1
0
www.mikescher.com/www/statics/euler/Euler_Problem-084_description.md

2.9 KiB

In the game, Monopoly, the standard board is set up in the following way:

GO A1 CC1 A2 T1 R1 B1 CH1 B2 B3 JAIL
H2                               C1
T2                               U1
H1                               C2
CH3                              C3
R4                               R2
G3                               D1
CC3                              CC2
G2                               D2
G1                               D3
G2J  F3 U2 F2 F1 R3 E3 E2 CH2 E1 FP

A player starts on the GO square and adds the scores on two 6-sided dice to determine the number of squares they advance in a clockwise direction. Without any further rules we would expect to visit each square with equal probability: 2.5%. However, landing on G2J (Go To Jail), CC (community chest), and CH (chance) changes this distribution.

In addition to G2J, and one card from each of CC and CH, that orders the player to go directly to jail, if a player rolls three consecutive doubles, they do not advance the result of their 3rd roll. Instead they proceed directly to jail.

At the beginning of the game, the CC and CH cards are shuffled. When a player lands on CC or CH they take a card from the top of the respective pile and, after following the instructions, it is returned to the bottom of the pile. There are sixteen cards in each pile, but for the purpose of this problem we are only concerned with cards that order a movement; any instruction not concerned with movement will be ignored and the player will remain on the CC/CH square.

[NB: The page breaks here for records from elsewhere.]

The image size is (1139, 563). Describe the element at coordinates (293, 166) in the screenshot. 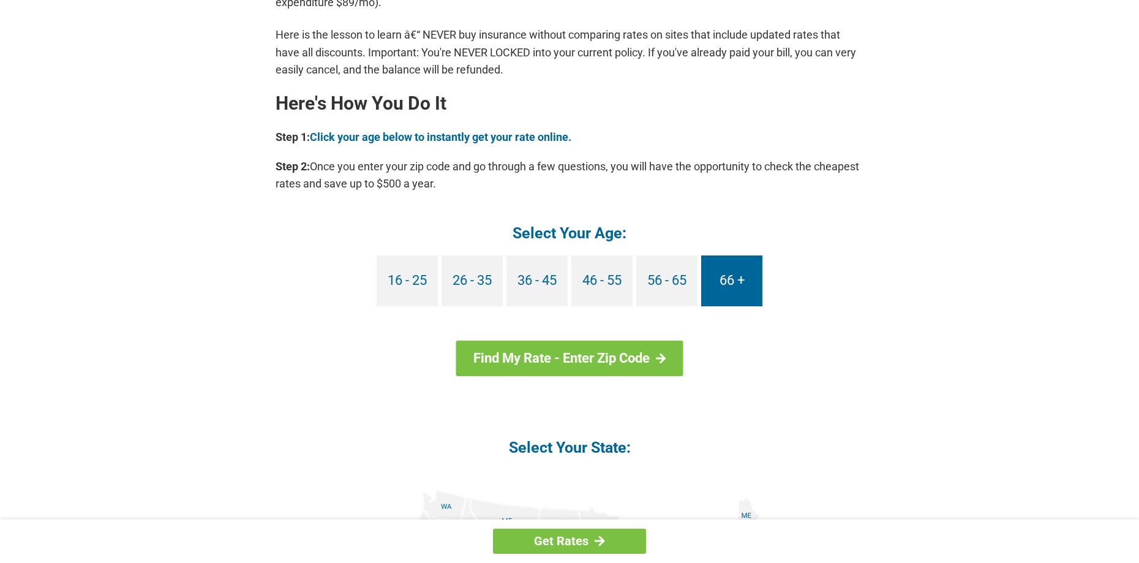

I see `b: Step 2:` at that location.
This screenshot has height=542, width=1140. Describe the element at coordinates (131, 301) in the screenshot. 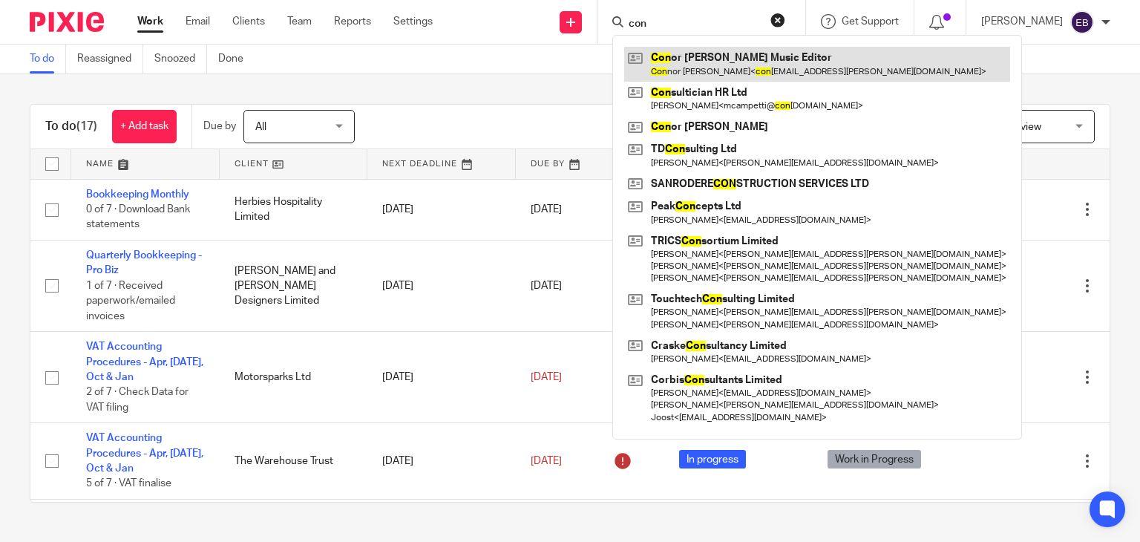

Community Chest (2/16 cards):

  • Advance to GO
  • Go to JAIL Chance (10/16 cards):
  • Advance to GO
  • Go to JAIL
  • Go to C1
  • Go to E3
  • Go to H2
  • Go to R1
  • Go to next R (railway company)
  • Go to next R
  • Go to next U (utility company)
  • Go back 3 squares.

The heart of this problem concerns the likelihood of visiting a particular square. That is, the probability of finishing at that square after a roll. For this reason it should be clear that, with the exception of G2J for which the probability of finishing on it is zero, the CH squares will have the lowest probabilities, as 5/8 request a movement to another square, and it is the final square that the player finishes at on each roll that we are interested in. We shall make no distinction between "Just Visiting" and being sent to JAIL, and we shall also ignore the rule about requiring a double to "get out of jail", assuming that they pay to get out on their next turn.

By starting at GO and numbering the squares sequentially from 00 to 39 we can concatenate these two-digit numbers to produce strings that correspond with sets of squares.

Statistically it can be shown that the three most popular squares, in order, are JAIL (6.24%) = Square 10, E3 (3.18%) = Square 24, and GO (3.09%) = Square 00. So these three most popular squares can be listed with the six-digit modal string: 102400.

If, instead of using two 6-sided dice, two 4-sided dice are used, find the six-digit modal string.